Please ensure Javascript is enabled for purposes of website accessibility
Justice Department to Seek Indictment of Ex-National Security Adviser Bolton, Person Familiar Says
Reuters logo
By Reuters
Published 10 minutes ago on
October 16, 2025

Former National Security Advisor John Bolton speaks at the John F. Kennedy Jr Forum at the Kennedy School of Government at Harvard University in Cambridge, Massachusetts, U.S., September 29, 2025. (Reuters/Brian Snyder)

Share

Getting your Trinity Audio player ready...

WASHINGTON — The Justice Department is expected to ask a grand jury on Thursday to indict President Donald Trump’s former U.S. national security adviser John Bolton, a person familiar with the matter said.

The possible indictment comes two months after FBI agents found documents labeled as “confidential” in Bolton’s Washington, D.C. office that referenced weapons of mass destruction, unsealed court records show. It was not immediately clear whether the charges prosecutors would seek were related to those documents.

If the grand jury decides to indict Bolton, it would mark the third time in recent weeks that the Justice Department has secured criminal charges against one of the Republican president’s critics.

BMW 1280x180

Bolton’s lawyer Abbe Lowell did not immediately respond to a request for comment. Lowell  has previously denied that Bolton engaged in wrongdoing and said that the records the FBI seized were ordinary documents for a former government official to possess.

Trump Vows Retribution

Trump, who campaigned for the presidency on a vow of retribution after facing a slew of legal woes once his first term in the White House ended in 2021, has dispensed with decades-long norms designed to insulate federal law enforcement from political pressures.

In recent months, he has actively pushed Attorney General Pam Bondi’s Justice Department to bring charges against his perceived adversaries, even driving out a prosecutor he deemed to be moving too slowly in doing so.

Bolton served as U.S. ambassador to the United Nations as well as White House national security adviser during Trump’s first term before emerging as one of the president’s most vocal critics. He described Trump as unfit to be president in a memoir he released last year.

The possible charges against Bolton come shortly after the Justice Department indicted FBI director James Comey, who investigated Trump’s 2016 presidential campaign, and New York Attorney General Letitia James, who previously brought a civil fraud case against Trump and his family real estate company.

FBI Searched Bolton’s Home

Senior leaders at the U.S. Justice Department had been pushing for swift charges against Bolton, despite initial concern from some line prosecutors in Maryland, as well as attorneys in the National Security Division who felt more investigation was needed and feared the case was being rushed, two people familiar with the matter previously told Reuters.

Prosecutors more recently concluded they were comfortable proceeding after taking more time to review the evidence and worked over the weekend to prepare the case, one of those sources added.

FBI agents conducted a search of Bolton’s home and office in August, seeking evidence of possible violations of the Espionage Act, which makes it a crime to remove, retain or transmit national defense records, according to partially unsealed search warrants filed in federal court.

Trump himself was previously indicted on Espionage Act violations, after he transported classified records to his Florida home after departing the White House in 2021 and refused repeated requests by the government to return them. Trump had pleaded not guilty and that case was dropped after Trump won reelection in November 2024.

(Reporting by Sarah N. Lynch in Washington; Additional reporting by Luc Cohen in New York; Editing by Chizu Nomiyama and Noeleen Walder)

RELATED TOPICS:

Search

Help continue the work that gets you the news that matters most.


**The problem:**
Write out the material below exactly, beginning at the line that contains "detect clothing. Provide" and ending with its last line, both ends included; write nothing else.

**Records:**
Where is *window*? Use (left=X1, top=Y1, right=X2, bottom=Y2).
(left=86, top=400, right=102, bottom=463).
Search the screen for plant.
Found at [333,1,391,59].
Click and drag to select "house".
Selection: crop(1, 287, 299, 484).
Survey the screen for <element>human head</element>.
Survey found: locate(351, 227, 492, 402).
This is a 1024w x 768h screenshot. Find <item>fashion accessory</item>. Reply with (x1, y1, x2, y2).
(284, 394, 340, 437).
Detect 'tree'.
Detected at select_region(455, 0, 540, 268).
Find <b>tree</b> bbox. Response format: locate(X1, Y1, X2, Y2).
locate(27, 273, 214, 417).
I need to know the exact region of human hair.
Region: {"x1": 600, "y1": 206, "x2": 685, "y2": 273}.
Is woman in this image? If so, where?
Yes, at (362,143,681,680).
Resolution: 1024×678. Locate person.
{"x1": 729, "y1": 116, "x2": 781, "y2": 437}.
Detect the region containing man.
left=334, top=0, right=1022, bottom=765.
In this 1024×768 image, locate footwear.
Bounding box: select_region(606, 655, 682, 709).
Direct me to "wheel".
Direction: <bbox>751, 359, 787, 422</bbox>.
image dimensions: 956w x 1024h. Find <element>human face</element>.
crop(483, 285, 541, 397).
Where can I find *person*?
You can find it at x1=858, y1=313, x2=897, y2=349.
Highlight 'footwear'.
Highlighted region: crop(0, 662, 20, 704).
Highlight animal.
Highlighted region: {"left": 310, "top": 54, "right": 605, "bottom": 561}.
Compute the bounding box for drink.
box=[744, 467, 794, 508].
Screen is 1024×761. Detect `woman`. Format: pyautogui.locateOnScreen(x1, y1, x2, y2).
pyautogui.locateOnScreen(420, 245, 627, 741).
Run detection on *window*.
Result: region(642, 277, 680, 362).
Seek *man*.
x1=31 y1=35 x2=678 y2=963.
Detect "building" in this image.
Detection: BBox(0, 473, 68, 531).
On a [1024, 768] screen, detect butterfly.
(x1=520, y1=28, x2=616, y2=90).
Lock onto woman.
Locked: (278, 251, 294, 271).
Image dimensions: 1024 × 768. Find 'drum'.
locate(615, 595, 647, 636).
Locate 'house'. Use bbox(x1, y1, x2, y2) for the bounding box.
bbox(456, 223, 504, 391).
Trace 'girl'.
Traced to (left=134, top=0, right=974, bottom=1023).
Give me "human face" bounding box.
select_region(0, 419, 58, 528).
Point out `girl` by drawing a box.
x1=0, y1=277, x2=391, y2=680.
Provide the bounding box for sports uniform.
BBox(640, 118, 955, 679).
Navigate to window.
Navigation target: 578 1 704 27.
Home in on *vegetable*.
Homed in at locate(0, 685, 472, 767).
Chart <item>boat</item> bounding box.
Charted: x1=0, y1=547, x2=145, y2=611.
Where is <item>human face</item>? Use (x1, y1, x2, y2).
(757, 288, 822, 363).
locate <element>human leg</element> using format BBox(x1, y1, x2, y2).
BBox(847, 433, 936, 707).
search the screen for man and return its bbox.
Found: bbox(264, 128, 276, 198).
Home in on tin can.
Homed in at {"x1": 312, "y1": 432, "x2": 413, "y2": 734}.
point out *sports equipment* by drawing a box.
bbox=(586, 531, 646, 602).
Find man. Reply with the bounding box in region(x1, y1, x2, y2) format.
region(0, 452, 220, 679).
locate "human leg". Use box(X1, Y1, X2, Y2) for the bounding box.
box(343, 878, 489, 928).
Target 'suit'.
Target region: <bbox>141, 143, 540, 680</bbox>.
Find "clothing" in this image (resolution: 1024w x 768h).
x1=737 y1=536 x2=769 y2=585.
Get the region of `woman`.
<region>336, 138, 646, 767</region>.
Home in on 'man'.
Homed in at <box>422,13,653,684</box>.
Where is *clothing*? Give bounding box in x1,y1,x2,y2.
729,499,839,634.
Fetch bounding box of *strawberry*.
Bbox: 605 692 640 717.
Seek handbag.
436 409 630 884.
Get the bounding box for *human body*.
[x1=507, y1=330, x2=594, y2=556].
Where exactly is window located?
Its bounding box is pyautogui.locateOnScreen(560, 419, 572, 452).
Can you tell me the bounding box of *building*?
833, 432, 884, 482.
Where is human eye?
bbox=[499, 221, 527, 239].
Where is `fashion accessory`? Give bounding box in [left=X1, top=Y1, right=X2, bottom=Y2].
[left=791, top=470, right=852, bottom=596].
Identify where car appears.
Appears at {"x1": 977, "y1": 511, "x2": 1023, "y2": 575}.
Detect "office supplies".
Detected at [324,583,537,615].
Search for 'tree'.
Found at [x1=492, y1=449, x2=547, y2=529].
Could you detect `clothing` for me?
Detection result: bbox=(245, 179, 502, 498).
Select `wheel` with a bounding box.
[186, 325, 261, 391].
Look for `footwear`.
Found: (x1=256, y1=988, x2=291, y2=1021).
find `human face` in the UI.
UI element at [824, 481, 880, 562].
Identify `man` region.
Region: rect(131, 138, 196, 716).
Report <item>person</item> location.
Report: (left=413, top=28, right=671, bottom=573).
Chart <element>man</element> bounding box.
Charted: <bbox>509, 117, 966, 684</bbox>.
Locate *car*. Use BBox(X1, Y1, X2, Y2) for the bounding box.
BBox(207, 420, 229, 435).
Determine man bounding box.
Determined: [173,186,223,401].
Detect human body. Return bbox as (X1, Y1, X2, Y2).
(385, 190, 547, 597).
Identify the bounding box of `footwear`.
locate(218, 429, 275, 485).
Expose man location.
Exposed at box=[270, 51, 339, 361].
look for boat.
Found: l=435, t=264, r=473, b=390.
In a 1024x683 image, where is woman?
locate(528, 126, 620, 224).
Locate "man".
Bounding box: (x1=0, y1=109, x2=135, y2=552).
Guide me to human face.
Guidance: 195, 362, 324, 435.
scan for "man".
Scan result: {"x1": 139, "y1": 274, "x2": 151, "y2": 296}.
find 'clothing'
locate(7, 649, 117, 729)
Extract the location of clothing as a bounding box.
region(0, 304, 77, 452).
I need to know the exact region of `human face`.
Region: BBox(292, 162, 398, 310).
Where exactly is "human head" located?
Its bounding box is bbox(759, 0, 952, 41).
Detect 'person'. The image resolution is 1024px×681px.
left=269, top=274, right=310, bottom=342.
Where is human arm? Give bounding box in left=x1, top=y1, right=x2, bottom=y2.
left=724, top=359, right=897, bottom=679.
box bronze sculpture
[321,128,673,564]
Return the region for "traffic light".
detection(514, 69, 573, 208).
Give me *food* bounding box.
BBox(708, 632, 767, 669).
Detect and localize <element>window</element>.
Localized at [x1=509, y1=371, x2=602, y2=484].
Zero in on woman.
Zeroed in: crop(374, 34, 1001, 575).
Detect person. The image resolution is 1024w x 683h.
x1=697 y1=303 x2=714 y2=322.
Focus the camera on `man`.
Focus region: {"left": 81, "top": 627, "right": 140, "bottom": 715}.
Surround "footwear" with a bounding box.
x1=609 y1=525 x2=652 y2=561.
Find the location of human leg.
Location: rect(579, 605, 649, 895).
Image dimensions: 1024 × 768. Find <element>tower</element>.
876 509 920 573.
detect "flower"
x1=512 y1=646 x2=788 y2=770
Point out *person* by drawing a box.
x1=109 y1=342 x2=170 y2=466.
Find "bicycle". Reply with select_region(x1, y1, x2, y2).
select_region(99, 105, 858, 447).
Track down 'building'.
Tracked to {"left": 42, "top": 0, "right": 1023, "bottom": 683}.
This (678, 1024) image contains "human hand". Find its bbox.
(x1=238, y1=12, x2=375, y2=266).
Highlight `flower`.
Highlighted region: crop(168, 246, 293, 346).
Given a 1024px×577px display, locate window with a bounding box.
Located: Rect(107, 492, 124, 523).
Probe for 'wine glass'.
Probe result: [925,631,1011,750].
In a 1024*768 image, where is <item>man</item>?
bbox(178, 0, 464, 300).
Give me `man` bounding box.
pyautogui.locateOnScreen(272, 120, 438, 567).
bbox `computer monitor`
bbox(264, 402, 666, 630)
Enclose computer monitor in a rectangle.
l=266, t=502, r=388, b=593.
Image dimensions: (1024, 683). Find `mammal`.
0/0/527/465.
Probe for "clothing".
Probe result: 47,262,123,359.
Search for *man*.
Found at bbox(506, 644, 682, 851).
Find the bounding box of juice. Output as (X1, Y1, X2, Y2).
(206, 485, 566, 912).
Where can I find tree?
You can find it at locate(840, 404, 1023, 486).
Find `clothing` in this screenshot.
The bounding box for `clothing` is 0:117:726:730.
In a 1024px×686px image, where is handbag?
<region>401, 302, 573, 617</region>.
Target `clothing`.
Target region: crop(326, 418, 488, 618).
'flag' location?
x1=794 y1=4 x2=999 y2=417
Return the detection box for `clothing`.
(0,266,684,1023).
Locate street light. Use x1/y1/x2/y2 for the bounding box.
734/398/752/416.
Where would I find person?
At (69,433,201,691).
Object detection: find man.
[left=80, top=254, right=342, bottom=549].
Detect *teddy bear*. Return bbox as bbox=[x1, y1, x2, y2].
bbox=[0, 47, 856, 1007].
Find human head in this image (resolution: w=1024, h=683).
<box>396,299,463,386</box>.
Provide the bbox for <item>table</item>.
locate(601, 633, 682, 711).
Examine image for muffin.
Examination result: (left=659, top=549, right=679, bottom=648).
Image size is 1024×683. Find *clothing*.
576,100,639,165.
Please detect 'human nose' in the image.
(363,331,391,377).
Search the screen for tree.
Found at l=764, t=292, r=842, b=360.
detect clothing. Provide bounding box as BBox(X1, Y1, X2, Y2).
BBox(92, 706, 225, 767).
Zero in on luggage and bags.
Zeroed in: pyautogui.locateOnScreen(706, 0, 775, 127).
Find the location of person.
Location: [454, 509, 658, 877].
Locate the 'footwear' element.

**Written answer:**
detect clothing. Provide bounding box as BBox(X1, Y1, X2, Y2).
BBox(92, 706, 225, 767).
Zero in on luggage and bags.
Zeroed in: pyautogui.locateOnScreen(706, 0, 775, 127).
Find the location of person.
Location: [454, 509, 658, 877].
Locate the 'footwear' element.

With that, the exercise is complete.